The revised contract comes on the heels of House Republican leaders inserting language into the rules package for the 113th Congress that authorizes the House legal team to keep paying outside counsel to defend DOMA. The rules package also states that the House legal team continues to "speak for" all House members in its defense of DOMA -- language that infuriated Democrats opposed to the matter. All but one Republican, Rep. Walter Jones (N.C.), voted to pass the rules package, effectively endorsing the DOMA language.
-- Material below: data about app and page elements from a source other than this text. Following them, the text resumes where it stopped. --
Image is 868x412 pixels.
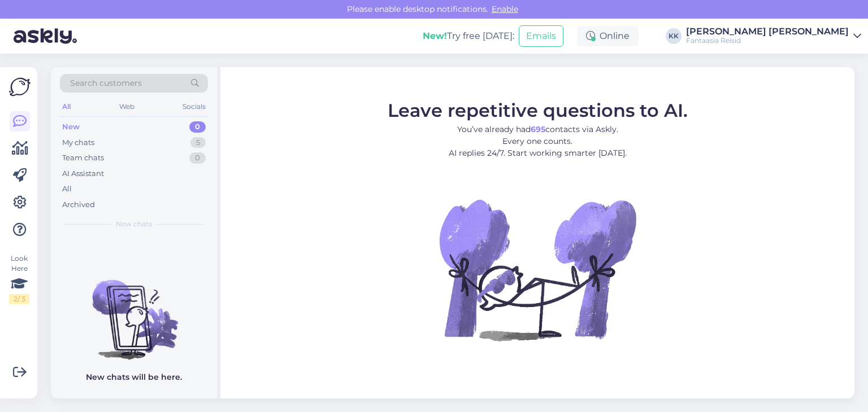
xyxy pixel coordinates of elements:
[666,28,681,44] div: KK
[62,168,104,180] div: AI Assistant
[519,25,563,47] button: Emails
[51,260,217,362] img: No chats
[70,77,142,89] span: Search customers
[62,121,80,133] div: New
[189,121,206,133] div: 0
[388,99,688,121] span: Leave repetitive questions to AI.
[116,219,152,230] span: New chats
[62,153,104,164] div: Team chats
[423,30,514,43] div: Try free [DATE]:
[180,99,208,114] div: Socials
[436,168,640,371] img: No Chat active
[489,4,521,14] span: Enable
[423,30,447,41] b: New!
[117,99,137,114] div: Web
[86,371,182,384] p: New chats will be here.
[62,184,72,195] div: All
[686,27,849,36] div: [PERSON_NAME] [PERSON_NAME]
[189,153,206,164] div: 0
[190,137,206,148] div: 5
[9,294,30,304] div: 2 / 3
[577,26,639,46] div: Online
[62,199,95,211] div: Archived
[686,36,849,45] div: Fantaasia Reisid
[388,123,688,159] p: You’ve already had contacts via Askly. Every one counts. AI replies 24/7. Start working smarter [...
[530,124,545,134] b: 695
[9,76,30,98] img: Askly Logo
[686,27,862,45] a: [PERSON_NAME] [PERSON_NAME]Fantaasia Reisid
[9,253,30,304] div: Look Here
[60,99,73,114] div: All
[62,137,94,148] div: My chats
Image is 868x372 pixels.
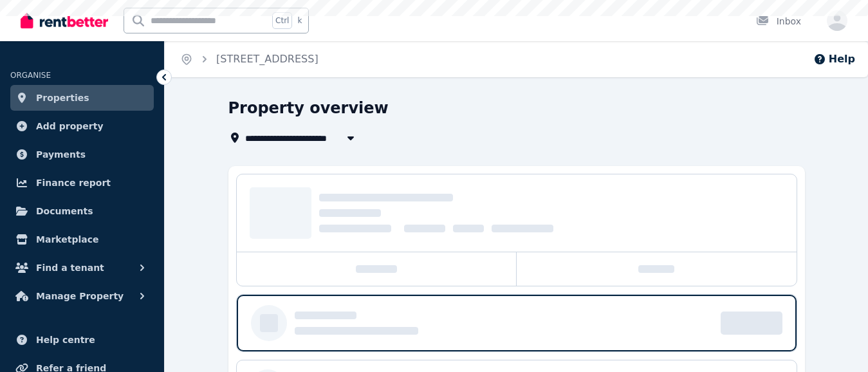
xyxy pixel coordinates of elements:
a: Add property [10,113,154,139]
span: Help centre [36,332,95,347]
span: Ctrl [272,12,292,29]
button: Find a tenant [10,255,154,280]
h1: Property overview [228,98,389,118]
span: Manage Property [36,288,124,303]
span: Add property [36,118,103,134]
span: Payments [36,146,86,162]
span: Documents [36,203,94,219]
span: ORGANISE [10,71,51,80]
img: RentBetter [20,11,108,30]
a: Properties [10,85,154,110]
div: Inbox [756,15,801,27]
span: Finance report [36,175,111,190]
button: Manage Property [10,283,154,309]
a: Marketplace [10,226,154,252]
span: Properties [36,90,90,105]
button: Help [814,52,856,67]
a: Documents [10,198,154,224]
span: k [298,16,302,25]
a: Help centre [10,327,154,352]
span: Marketplace [36,231,99,247]
a: Finance report [10,170,154,195]
a: [STREET_ADDRESS] [217,53,319,65]
a: Payments [10,141,154,167]
nav: Breadcrumb [165,41,334,77]
span: Find a tenant [36,260,104,275]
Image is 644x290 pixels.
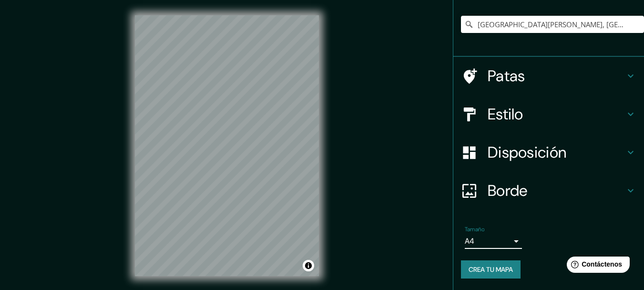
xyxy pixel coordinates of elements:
[303,260,314,271] button: Activar o desactivar atribución
[461,16,644,33] input: Elige tu ciudad o zona
[465,236,474,246] font: A4
[453,171,644,210] div: Borde
[559,253,634,279] iframe: Lanzador de widgets de ayuda
[468,265,513,274] font: Crea tu mapa
[135,15,319,276] canvas: Mapa
[488,104,523,124] font: Estilo
[461,260,521,278] button: Crea tu mapa
[488,180,528,200] font: Borde
[488,142,566,162] font: Disposición
[465,233,522,249] div: A4
[488,66,526,86] font: Patas
[453,133,644,171] div: Disposición
[453,57,644,95] div: Patas
[465,225,484,233] font: Tamaño
[453,95,644,133] div: Estilo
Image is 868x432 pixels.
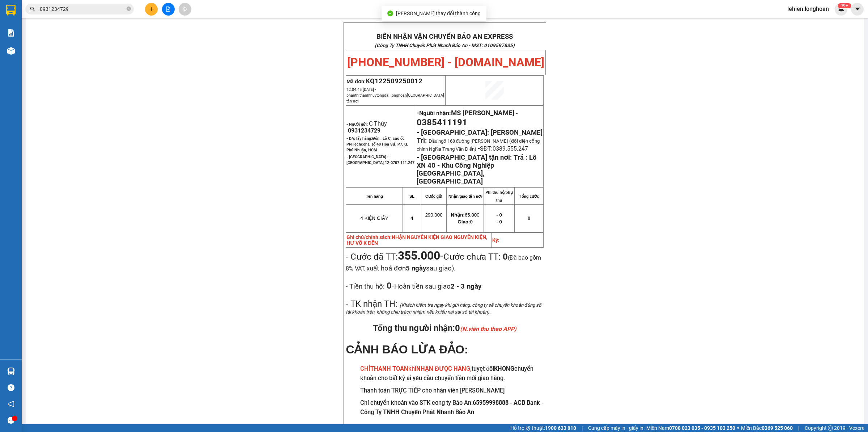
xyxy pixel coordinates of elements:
[370,365,408,372] strong: THANH TOÁN
[646,424,735,432] span: Miền Nam
[514,110,517,116] span: -
[410,215,413,221] span: 4
[8,384,14,391] span: question-circle
[387,10,393,17] span: check-circle
[798,424,799,432] span: |
[519,194,538,199] strong: Tổng cước
[360,399,543,415] strong: 65959998888 - ACB Bank - Công Ty TNHH Chuyển Phát Nhanh Bảo An
[369,264,455,272] span: uất hoá đơn sau giao).
[391,161,414,165] span: 0707.111.247
[417,128,542,144] span: - [GEOGRAPHIC_DATA]: [PERSON_NAME] Trì:
[346,136,408,153] strong: - D/c lấy hàng:
[480,145,492,152] span: SĐT:
[347,55,544,69] span: [PHONE_NUMBER] - [DOMAIN_NAME]
[40,5,125,13] input: Tìm tên, số ĐT hoặc mã đơn
[581,424,583,432] span: |
[425,212,442,218] span: 290.000
[360,365,471,372] span: CHỈ khi G,
[149,6,154,12] span: plus
[346,120,387,134] span: C Thủy -
[494,365,514,372] strong: KHÔNG
[496,212,502,218] span: - 0
[419,110,514,116] span: Người nhận:
[781,4,834,13] span: lehien.longhoan
[851,3,863,16] button: caret-down
[838,6,844,13] img: icon-new-feature
[30,6,35,12] span: search
[345,282,385,290] span: - Tiền thu hộ:
[345,298,398,309] span: - TK nhận TH:
[345,302,541,314] span: (Khách kiểm tra ngay khi gửi hàng, công ty sẽ chuyển khoản đúng số tài khoản trên, không chịu trá...
[346,154,414,165] span: - [GEOGRAPHIC_DATA] : [GEOGRAPHIC_DATA] 12-
[417,138,539,152] span: Đầu ngõ 168 đường [PERSON_NAME] (đối diện cổng chính Nghĩa Trang Văn Điển)
[761,425,792,430] strong: 0369 525 060
[417,109,514,117] strong: -
[360,215,388,221] span: 4 KIỆN GIẤY
[457,219,472,225] span: 0
[417,153,537,185] strong: Trả : Lô XN 40 - Khu Công Nghiệp [GEOGRAPHIC_DATA], [GEOGRAPHIC_DATA]
[8,416,14,423] span: message
[345,254,541,271] span: (Đã bao gồm 8% VAT, x
[8,400,14,407] span: notification
[460,325,516,332] em: (N.viên thu theo APP)
[451,212,465,218] strong: Nhận:
[737,426,739,429] span: ⚪️
[828,425,832,430] span: copyright
[7,29,15,36] img: solution-icon
[492,237,500,243] strong: Ký:
[457,219,470,225] strong: Giao:
[346,234,487,246] span: NHẬN NGUYÊN KIỆN GIAO NGUYÊN KIỆN, HƯ VỠ K ĐỀN
[345,252,541,272] span: Cước chưa TT:
[376,32,512,40] strong: BIÊN NHẬN VẬN CHUYỂN BẢO AN EXPRESS
[417,153,511,161] strong: - [GEOGRAPHIC_DATA] tận nơi:
[7,367,15,375] img: warehouse-icon
[385,280,481,290] span: -
[510,424,576,432] span: Hỗ trợ kỹ thuật:
[346,87,444,104] span: 12:04:45 [DATE] -
[394,282,481,290] span: Hoàn tiền sau giao
[165,6,171,12] span: file-add
[477,144,480,153] span: -
[346,234,487,246] strong: Ghi chú/chính sách:
[485,190,512,203] strong: Phí thu hộ/phụ thu
[345,343,468,356] span: CẢNH BÁO LỪA ĐẢO:
[348,127,380,134] span: 0931234729
[854,6,860,13] span: caret-down
[503,252,508,262] strong: 0
[162,3,175,16] button: file-add
[398,248,440,263] strong: 355.000
[385,280,391,290] strong: 0
[588,424,644,432] span: Cung cấp máy in - giấy in:
[425,194,442,199] strong: Cước gửi
[365,77,422,85] span: KQ122509250012
[741,424,792,432] span: Miền Bắc
[496,219,502,225] span: - 0
[345,252,443,262] span: - Cước đã TT:
[417,117,467,127] span: 0385411191
[126,6,131,11] span: close-circle
[346,136,408,153] span: Đón : Lô C, cao ốc PNTechcons, số 48 Hoa Sứ, P7, Q. Phú Nhuận, HCM
[837,3,851,9] sup: 655
[7,47,15,55] img: warehouse-icon
[669,425,735,430] strong: 0708 023 035 - 0935 103 250
[179,3,191,16] button: aim
[406,264,426,272] strong: 5 ngày
[375,43,515,48] strong: (Công Ty TNHH Chuyển Phát Nhanh Bảo An - MST: 0109597835)
[527,215,530,221] span: 0
[145,3,157,16] button: plus
[360,364,543,382] h3: tuyệt đối chuyển khoản cho bất kỳ ai yêu cầu chuyển tiền mới giao hàng.
[346,93,444,104] span: phanthithanhthuytongdai.longhoan
[492,145,528,152] span: 0389.555.247
[365,194,383,199] strong: Tên hàng
[346,122,368,127] strong: - Người gửi:
[409,194,414,199] strong: SL
[126,6,131,13] span: close-circle
[360,385,543,395] h3: Thanh toán TRỰC TIẾP cho nhân viên [PERSON_NAME]
[360,398,543,416] h3: Chỉ chuyển khoản vào STK công ty Bảo An:
[455,323,516,333] span: 0
[416,365,466,372] strong: NHẬN ĐƯỢC HÀN
[451,282,481,290] strong: 2 - 3
[396,10,481,17] span: [PERSON_NAME] thay đổi thành công
[448,194,481,199] strong: Nhận/giao tận nơi
[451,212,479,218] span: 65.000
But a Jones spokesman told The Huffington Post that Jones' opposition wasn't DOMA-related.

UPDATE: Salley Wood, a spokeswoman for the House Administration Committee, said Miller signed off on the revised DOMA contract because she was "simply implementing the instructions included in ... the House rules package."

Wood pointed to the specific language in the rules package that authorizes the House legal advisory group to keep defending DOMA and "intervene in other cases" that may come up on the matter.

House Democratic leaders, meanwhile, sent a letter to Boehner later Tuesday voicing their opposition to sinking more money into DOMA's defense -- particularly given Republicans' calls for fiscal responsibility.

"We wish to strongly reaffirm our objections to the repeated actions by the Republican leadership to secretly and dramatically increase the contract between the House and outside counsel in arguing to uphold the discriminatory Defense of Marriage Act (DOMA) in more than a dozen cases," reads the letter from House Minority Leader Nancy Pelosi (D-Calif.) and House Minority Whip Steny Hoyer (D-Md.).

"It is the height of hypocrisy for House Republicans to waste public funds in one breath then claim the mantle of fiscal responsibility in the next," the letter continues. "With Republicans willing to take our economy and our country to the brink of default in the name of deficit reduction, there is simply no excuse for any Member of Congress to commit taxpayer dollars to an unnecessary -- and futile -- legal battle."